America often betrays intellectual weightlessness by going overboard about someone like Hewlett, whose data is definitely not rocket science, but an oversimplistic exposure of a crisis of childlessness among successful women. All she’s done is to declare that professional prestige tends to leave women with empty wombs and lonely hearts. She has wangled cover stories in Time and Newsweek, segments on The Today Show and 60 Minutes and numerous mentions in newspapers nationwide. (I suspect mediocre male chauvinists here are promoting Hewlett’s findings to fumigate these hyper-competitive female dragonflies.)
Even my favourite columnist, Maureen Dowd of NYT, has devoted one full column, relating a recent conversation with a male friend who told her he had once considered dating her, but her job made her too intimidating. “Men, he told me, prefer women who seem malleable and overawed,” she wrote on April 10. “He said I would never find a mate, because if there is one thing men fear, it is a woman who uses her critical faculties.

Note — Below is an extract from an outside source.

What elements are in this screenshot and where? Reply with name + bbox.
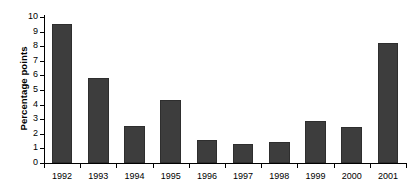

Will she be critical of absolutely everything?” Ms Walsh of Salon.com could not help sniggering: “Instead of telling him to shove it, Maureen Dowd gave him a whole column to share his verdict with the world. Something is wrong here.”
It must be time to scare women into domestic submission again, concurs writer Michelle Goldberg, “as history shows, childless women in America eventually provoke hysteria, and single females are either pitied, mocked or demonized.”
Meanwhile, women disinterested in holing up at home are getting slammed, ‘80s style. Continues Goldberg, “Witness the growth of widely publicized ‘Bully Broads’ workshops for female executives, where companies like Sun and Intel pay up to $18,000 to have ‘overly assertive women’ workers taught techniques including ‘speaking more softly and deliberately and relying on self-deprecating humour’.”
Men and women, bizarrely bipolar? Are we finally agreed? If not, how else do we explain why professional men don’t suffer parenting pangs, guilt from a long absence from home, and succumb to an infertility epidemic the way women do?